Francesco
di Giorgio
From Wikipedia, the free encyclopedia
Francesco di Giorgio Martini (baptised September 23, 1439 – 1502)
was an Italian painter of the Sienese School, a sculptor, an
architect and theorist, and a military engineer who built almost
seventy fortifications for the Duke of Urbino.
Born in Siena, he
apprenticed as a painter with Vecchietta. In panels painted for
cassoni he departed from the traditional representations of joyful
wedding processions in frieze-like formulas to express visions of
ideal, symmetrical, vast and all but empty urban spaces rendered in
perspective.
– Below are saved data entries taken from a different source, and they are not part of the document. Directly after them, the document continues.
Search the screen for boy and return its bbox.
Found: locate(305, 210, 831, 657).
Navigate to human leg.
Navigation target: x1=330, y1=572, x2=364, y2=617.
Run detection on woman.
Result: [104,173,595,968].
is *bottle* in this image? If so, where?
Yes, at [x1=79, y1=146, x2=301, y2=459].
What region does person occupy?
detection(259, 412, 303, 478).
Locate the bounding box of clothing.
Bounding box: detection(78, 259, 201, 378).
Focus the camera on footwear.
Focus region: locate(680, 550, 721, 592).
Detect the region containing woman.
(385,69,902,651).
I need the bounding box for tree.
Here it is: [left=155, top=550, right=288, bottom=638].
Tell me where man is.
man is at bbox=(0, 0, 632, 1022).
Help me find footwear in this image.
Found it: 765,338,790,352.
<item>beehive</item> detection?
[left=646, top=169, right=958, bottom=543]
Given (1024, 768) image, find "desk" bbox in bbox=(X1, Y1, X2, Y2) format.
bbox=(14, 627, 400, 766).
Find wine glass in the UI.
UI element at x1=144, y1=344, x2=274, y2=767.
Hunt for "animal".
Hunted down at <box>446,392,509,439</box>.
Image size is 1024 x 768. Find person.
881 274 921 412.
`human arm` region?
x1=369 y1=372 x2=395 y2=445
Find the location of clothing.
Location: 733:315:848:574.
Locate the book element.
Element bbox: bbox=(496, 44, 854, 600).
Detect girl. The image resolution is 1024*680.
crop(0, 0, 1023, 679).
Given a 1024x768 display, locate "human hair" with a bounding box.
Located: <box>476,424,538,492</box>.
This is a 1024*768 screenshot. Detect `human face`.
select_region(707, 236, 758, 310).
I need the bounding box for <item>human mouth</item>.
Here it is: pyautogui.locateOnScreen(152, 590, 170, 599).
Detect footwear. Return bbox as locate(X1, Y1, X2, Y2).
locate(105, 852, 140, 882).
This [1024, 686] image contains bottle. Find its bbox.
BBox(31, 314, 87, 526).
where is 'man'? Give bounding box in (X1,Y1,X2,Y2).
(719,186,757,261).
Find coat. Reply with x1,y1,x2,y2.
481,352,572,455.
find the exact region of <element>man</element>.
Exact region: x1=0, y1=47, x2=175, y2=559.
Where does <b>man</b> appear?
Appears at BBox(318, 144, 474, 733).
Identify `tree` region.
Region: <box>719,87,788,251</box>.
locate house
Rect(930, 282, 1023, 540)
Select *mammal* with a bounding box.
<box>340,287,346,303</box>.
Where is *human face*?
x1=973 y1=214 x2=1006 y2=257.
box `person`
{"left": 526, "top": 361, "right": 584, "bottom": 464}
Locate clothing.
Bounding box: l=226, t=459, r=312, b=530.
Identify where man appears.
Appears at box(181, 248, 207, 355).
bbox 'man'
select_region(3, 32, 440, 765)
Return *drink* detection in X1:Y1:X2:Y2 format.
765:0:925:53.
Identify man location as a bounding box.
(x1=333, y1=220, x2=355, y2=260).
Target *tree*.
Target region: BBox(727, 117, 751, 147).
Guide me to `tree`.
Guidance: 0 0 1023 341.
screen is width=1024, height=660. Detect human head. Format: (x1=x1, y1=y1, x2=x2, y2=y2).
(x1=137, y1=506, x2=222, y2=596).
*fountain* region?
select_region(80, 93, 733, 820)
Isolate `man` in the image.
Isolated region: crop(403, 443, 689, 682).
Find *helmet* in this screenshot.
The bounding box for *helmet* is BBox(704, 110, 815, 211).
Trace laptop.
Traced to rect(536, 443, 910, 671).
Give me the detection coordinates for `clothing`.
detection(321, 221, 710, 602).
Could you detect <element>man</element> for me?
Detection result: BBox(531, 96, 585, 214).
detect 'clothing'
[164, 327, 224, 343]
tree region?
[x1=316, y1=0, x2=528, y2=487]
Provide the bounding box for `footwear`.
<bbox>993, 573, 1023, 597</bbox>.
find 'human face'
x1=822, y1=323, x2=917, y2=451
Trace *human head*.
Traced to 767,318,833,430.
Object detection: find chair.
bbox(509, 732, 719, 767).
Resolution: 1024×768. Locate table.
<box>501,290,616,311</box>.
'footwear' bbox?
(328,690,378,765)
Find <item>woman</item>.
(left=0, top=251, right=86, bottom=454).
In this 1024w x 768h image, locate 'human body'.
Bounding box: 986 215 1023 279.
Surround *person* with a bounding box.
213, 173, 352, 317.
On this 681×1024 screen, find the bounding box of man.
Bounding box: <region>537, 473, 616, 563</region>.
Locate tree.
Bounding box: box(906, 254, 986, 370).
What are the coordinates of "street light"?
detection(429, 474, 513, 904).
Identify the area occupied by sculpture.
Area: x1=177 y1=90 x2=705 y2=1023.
Francesco di Giorgio is also known for architectural
designs and sculptural work for Federico III da Montefeltro, Duke of
Urbino, for whom he built star-shaped fortifications.
He composed an
architectural treatise Trattato di architettura, ingegneria e arte
militare that he worked on for decades and finished sometime after
1482; it circulated in manuscript. Its projects were well in advance
of completed projects at the time. The third book is preoccupied
with the "ideal" city, constrained within star-shaped polygonal
geometries reminiscent of the star fort, whose wedge-shaped bastions
are said to have been his innovation.
Francesco di
Giorgio finished his career as architect in charge of the works at
the Duomo di Siena, where his bronze angels are on the high altar.